== YOUR INSTRUCTIONS ==
Nothing but the records, copied exactly and stripped of pictures, should be in the answer.

[Saved data entries]
============

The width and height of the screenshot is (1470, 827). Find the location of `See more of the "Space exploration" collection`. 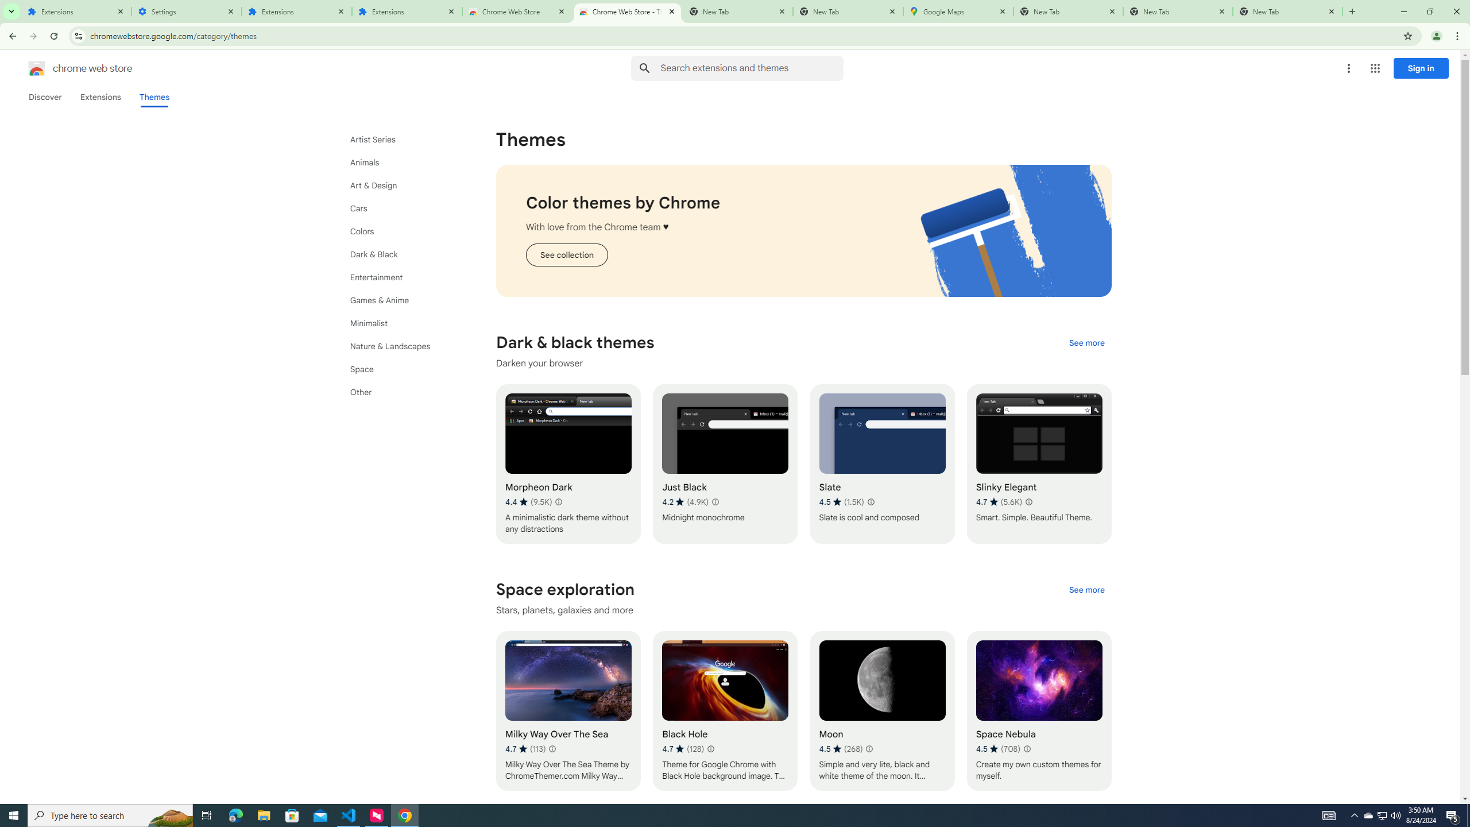

See more of the "Space exploration" collection is located at coordinates (1086, 590).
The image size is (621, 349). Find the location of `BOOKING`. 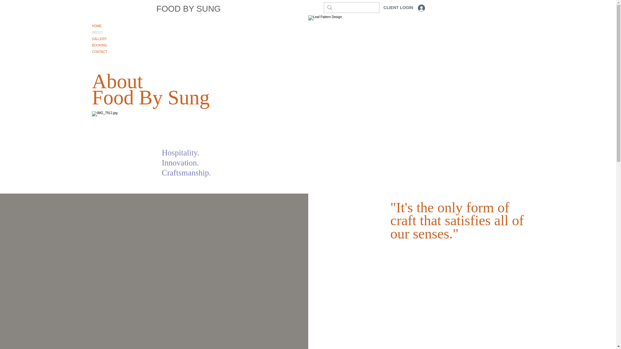

BOOKING is located at coordinates (114, 45).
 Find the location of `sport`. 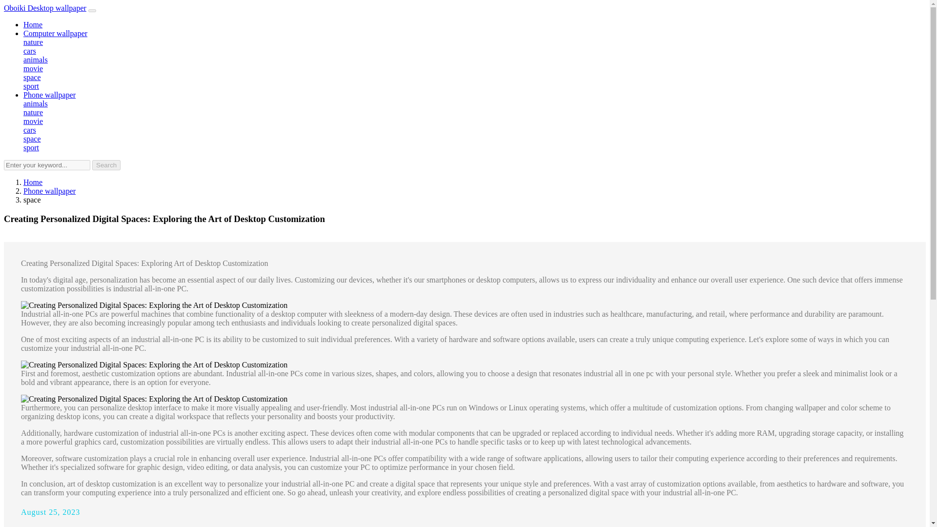

sport is located at coordinates (31, 147).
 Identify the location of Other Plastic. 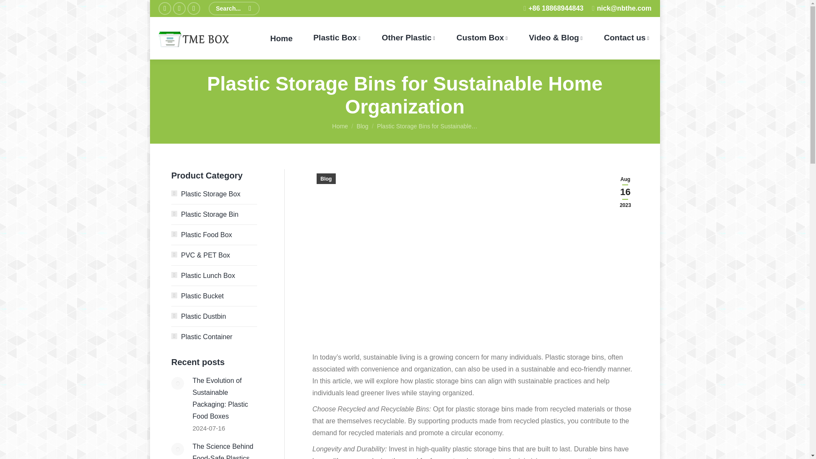
(408, 38).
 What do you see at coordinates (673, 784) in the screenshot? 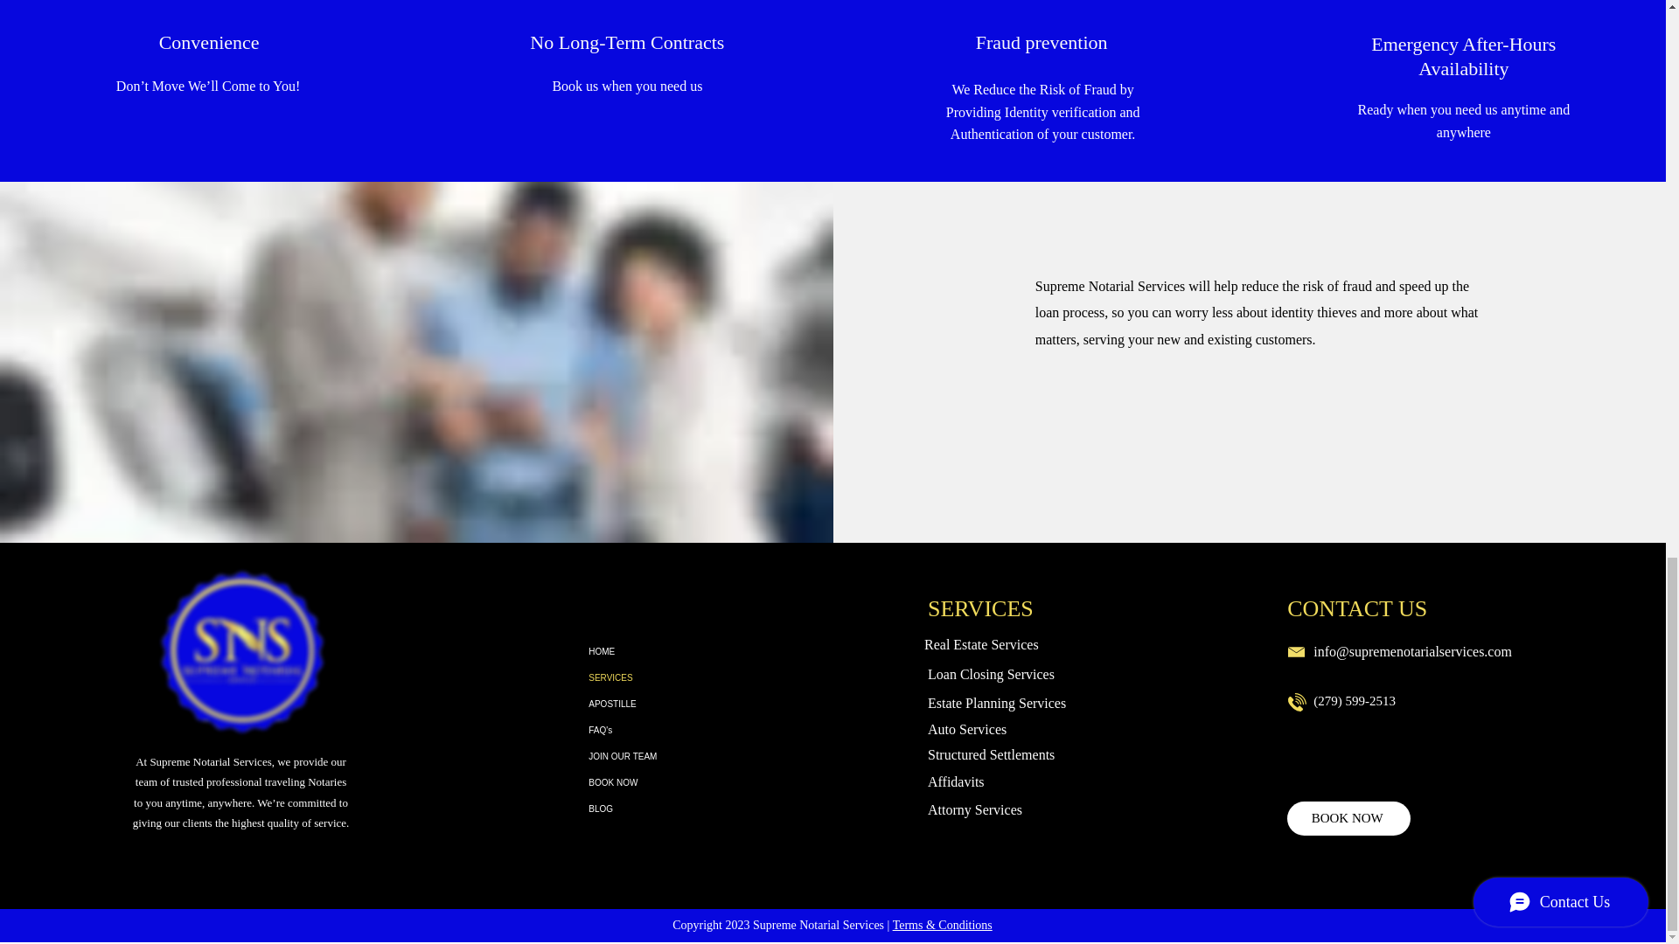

============

== TASK OUTPUT ==
The width and height of the screenshot is (1470, 827). Find the location of `See more of the "Space exploration" collection`. 

See more of the "Space exploration" collection is located at coordinates (1086, 590).
The image size is (621, 349). Find the location of `BOOKING`. 

BOOKING is located at coordinates (114, 45).
 Find the location of `sport`. 

sport is located at coordinates (31, 147).
 Identify the location of Other Plastic. 
(408, 38).
 What do you see at coordinates (673, 784) in the screenshot? 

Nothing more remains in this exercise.